Poster
Conditional Negative Sampling for Contrastive Learning of Visual Representations
Mike Wu · Milan Mosse · Chengxu Zhuang · Daniel Yamins · Noah Goodman
Keywords: [ mutual information ] [ segmentation ] [ detection ] [ contrastive learning ] [ lower bound ] [ hard negative mining ] [ MoCo ]
Recent methods for learning unsupervised visual representations, dubbed contrastive learning, optimize the noise-contrastive estimation (NCE) bound on mutual information between two transformations of an image. NCE typically uses randomly sampled negative examples to normalize the objective, but this may often include many uninformative examples either because they are too easy or too hard to discriminate. Taking inspiration from metric learning, we show that choosing semi-hard negatives can yield stronger contrastive representations. To do this, we introduce a family of mutual information estimators that sample negatives conditionally -- in a "ring" around each positive.

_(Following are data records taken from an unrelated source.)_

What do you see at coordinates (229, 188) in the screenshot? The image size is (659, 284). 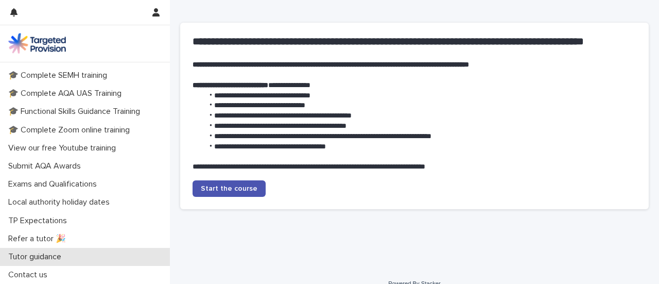 I see `a: Start the course` at bounding box center [229, 188].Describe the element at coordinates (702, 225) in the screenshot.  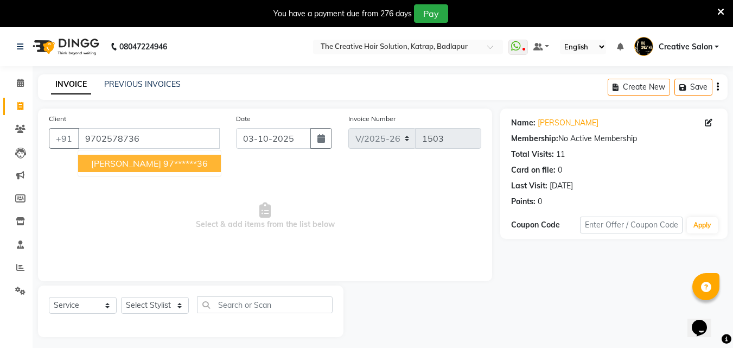
I see `button: Apply` at that location.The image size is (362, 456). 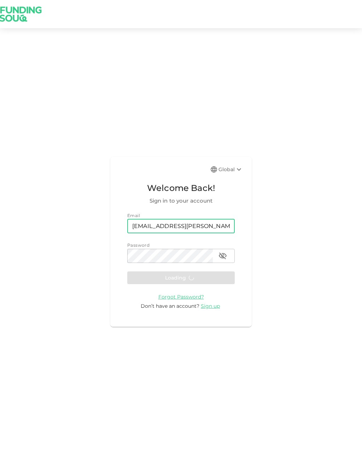 I want to click on span: Don’t have an account?, so click(x=170, y=306).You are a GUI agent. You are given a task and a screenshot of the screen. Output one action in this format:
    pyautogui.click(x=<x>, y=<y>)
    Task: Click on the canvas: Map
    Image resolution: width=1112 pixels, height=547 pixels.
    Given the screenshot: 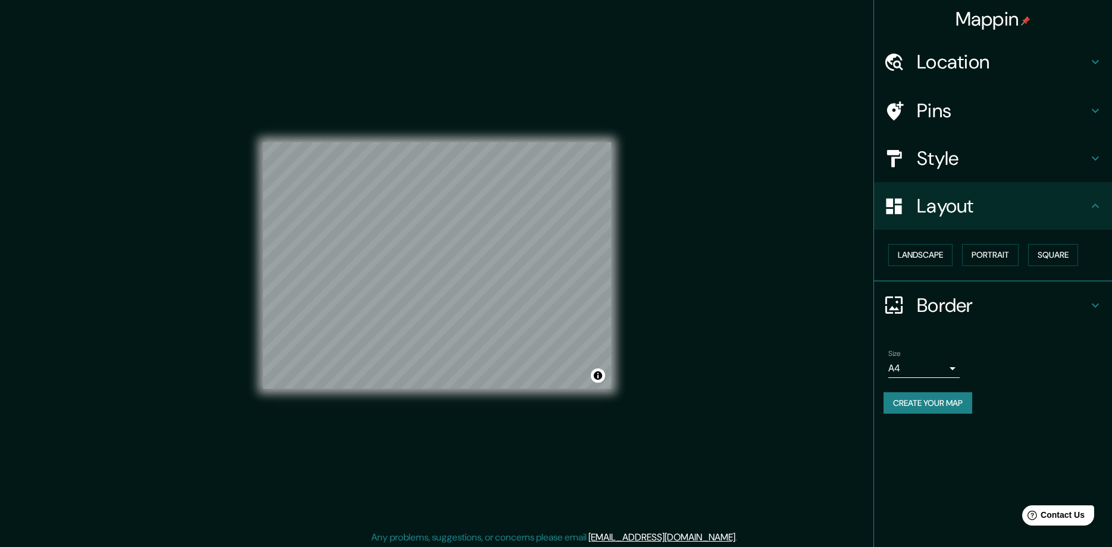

We prove that these estimators remain lower-bounds of mutual information, with higher bias but lower variance than NCE. Experimentally, we find our approach, applied on top of existing models (IR, CMC, and MoCo) improves accuracy by 2-5% absolute points in each case, measured by linear evaluation on four standard image benchmarks. Moreover, we find continued benefits when transferring features to a variety of new image distributions from the Meta-Dataset collection and to a variety of downstream tasks such as object detection, instance segmentation, and key-point detection.